The Denver sun began to languish as the coach left town that evening and headed up the mountain road to Owl Manor, about an hour’s ride. A mist slithered in through the trees on either side of them, their branches sagging heavily under thick layers of snow. Clumps of knotty underbrush of different shapes and heights peered through the mist like a band of strange, hunched creatures. Elwood shivered as the horses trudged up the narrow path, the carriage rattling and shaking as it climbed the hillside. Here, the hand of man was less prominent, despite the numerous roads which had been cleared for travel.
A sudden flapping sound made him start. As he poked his head out to look, a flurry of brown feathers landed on a branch, settling into the shape of an owl. Elwood gasped as the raptor’s huge, yellow eyes fixed on him from under the tuft of feathers that lay over them, followed him as the coach passed, its head swiveling at an impossible angle. What strange creatures these are, he thought.
He did not know whether to be relieved or not when he eventually reached the manor. Dark and silent, it loomed at the far end of a garden shrouded in ghostly white. The only signs of life were the flicker of light in some of the windows and the pale, wispy swirls rising out chimneys jutting up against the midnight blue sky. A lofty column of fir trees stood in the gloom at the far edges of the property, watching as this stranger invaded their world. And in the distance soared the massive, jagged shapes of the mountains, great giants in slumber.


* TO DO *
Each line of the listing that contains the word "full" is to be copied.

* INFORMATION GIVEN *
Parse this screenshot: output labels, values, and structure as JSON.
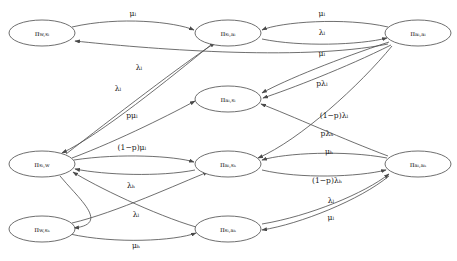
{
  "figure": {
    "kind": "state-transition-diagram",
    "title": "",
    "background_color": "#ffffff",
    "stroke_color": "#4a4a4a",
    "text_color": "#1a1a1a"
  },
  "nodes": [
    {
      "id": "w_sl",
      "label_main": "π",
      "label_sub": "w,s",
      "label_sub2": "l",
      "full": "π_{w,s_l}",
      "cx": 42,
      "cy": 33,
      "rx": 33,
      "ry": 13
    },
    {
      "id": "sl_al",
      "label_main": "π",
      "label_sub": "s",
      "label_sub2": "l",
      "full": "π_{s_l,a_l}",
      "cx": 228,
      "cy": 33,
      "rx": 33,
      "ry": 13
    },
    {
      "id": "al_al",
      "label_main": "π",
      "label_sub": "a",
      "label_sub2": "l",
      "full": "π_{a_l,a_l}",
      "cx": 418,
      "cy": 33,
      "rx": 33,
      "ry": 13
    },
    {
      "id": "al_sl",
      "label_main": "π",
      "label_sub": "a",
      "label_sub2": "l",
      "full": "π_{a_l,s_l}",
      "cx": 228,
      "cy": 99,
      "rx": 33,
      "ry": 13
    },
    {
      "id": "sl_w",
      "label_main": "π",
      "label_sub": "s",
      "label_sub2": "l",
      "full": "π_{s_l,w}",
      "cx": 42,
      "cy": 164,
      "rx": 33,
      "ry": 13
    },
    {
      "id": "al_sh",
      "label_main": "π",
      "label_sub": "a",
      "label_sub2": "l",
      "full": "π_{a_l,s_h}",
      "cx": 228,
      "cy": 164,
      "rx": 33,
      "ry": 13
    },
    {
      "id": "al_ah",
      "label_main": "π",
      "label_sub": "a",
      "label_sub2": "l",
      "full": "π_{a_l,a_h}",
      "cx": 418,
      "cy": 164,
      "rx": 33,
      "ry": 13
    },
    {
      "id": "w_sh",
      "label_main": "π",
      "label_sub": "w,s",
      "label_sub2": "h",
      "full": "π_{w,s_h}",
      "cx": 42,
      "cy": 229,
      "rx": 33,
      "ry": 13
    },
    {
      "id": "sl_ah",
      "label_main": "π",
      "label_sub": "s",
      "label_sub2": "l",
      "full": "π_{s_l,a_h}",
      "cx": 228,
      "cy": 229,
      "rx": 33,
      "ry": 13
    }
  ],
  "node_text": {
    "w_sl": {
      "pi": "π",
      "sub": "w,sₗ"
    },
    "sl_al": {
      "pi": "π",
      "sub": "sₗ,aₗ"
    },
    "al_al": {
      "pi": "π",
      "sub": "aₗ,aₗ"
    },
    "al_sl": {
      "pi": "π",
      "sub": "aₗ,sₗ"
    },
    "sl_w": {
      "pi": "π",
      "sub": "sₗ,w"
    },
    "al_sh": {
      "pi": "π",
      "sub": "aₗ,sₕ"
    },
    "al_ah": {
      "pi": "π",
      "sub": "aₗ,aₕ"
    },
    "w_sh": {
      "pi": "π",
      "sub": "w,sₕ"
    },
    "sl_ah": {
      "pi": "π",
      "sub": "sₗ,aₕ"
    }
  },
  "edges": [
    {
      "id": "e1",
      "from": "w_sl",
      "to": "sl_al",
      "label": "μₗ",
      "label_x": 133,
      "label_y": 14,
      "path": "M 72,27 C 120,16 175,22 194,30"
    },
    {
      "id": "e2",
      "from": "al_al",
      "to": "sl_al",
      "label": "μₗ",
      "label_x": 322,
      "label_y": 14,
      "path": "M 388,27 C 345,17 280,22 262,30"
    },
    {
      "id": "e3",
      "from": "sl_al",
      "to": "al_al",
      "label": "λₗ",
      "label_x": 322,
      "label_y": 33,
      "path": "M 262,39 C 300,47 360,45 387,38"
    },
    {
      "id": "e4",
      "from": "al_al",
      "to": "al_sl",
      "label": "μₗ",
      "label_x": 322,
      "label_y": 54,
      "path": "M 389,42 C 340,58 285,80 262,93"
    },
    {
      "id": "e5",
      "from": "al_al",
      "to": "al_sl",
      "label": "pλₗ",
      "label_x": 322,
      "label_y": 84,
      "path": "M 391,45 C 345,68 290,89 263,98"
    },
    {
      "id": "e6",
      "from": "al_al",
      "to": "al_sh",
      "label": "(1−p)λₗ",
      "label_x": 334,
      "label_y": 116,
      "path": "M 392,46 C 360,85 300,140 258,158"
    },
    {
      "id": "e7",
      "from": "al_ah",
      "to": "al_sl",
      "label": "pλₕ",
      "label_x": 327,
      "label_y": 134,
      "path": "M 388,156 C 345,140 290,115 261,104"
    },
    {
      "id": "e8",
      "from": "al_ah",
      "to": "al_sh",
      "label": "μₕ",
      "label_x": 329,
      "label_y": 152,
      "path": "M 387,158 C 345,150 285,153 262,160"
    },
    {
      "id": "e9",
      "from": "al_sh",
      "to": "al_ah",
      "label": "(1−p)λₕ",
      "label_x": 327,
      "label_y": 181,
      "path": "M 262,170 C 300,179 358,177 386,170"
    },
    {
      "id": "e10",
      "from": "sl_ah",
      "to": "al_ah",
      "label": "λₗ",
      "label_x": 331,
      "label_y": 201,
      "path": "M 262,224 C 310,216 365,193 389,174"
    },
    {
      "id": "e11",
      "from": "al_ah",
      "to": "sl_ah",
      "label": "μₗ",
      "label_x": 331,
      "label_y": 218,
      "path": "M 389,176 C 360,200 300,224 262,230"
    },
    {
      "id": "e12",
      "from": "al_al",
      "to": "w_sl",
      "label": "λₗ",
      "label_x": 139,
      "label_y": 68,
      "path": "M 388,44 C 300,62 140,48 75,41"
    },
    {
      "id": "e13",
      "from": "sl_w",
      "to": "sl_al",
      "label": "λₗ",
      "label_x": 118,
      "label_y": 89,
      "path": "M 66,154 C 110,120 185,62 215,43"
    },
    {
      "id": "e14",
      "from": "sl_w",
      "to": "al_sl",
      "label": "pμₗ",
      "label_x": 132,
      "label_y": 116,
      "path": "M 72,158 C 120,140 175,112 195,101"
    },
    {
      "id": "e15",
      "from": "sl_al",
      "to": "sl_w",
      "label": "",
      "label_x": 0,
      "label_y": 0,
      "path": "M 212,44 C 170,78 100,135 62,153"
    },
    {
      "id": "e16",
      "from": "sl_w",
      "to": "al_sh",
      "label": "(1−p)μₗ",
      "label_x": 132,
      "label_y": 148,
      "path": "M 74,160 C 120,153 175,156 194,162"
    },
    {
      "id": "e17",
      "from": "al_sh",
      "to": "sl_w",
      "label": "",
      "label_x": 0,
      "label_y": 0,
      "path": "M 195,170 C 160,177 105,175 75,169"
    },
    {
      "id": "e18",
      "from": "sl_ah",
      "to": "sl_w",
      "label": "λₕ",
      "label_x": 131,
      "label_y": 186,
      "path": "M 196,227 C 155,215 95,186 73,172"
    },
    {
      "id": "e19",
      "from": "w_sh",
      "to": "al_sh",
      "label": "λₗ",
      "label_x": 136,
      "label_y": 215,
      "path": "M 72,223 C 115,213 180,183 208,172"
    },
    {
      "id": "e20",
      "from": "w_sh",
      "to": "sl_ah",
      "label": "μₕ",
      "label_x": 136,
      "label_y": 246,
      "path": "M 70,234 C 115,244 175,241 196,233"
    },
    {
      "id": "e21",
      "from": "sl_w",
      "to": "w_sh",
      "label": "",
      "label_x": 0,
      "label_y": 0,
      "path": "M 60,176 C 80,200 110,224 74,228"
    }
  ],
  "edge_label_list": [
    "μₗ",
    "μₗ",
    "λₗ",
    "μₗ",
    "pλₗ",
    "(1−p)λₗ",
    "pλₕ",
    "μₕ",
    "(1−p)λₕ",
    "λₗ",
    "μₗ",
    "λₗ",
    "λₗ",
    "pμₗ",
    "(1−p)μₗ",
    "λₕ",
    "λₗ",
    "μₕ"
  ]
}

* TASK RESPONSE *
      "full": "π_{w,s_l}",
      "full": "π_{s_l,a_l}",
      "full": "π_{a_l,a_l}",
      "full": "π_{a_l,s_l}",
      "full": "π_{s_l,w}",
      "full": "π_{a_l,s_h}",
      "full": "π_{a_l,a_h}",
      "full": "π_{w,s_h}",
      "full": "π_{s_l,a_h}",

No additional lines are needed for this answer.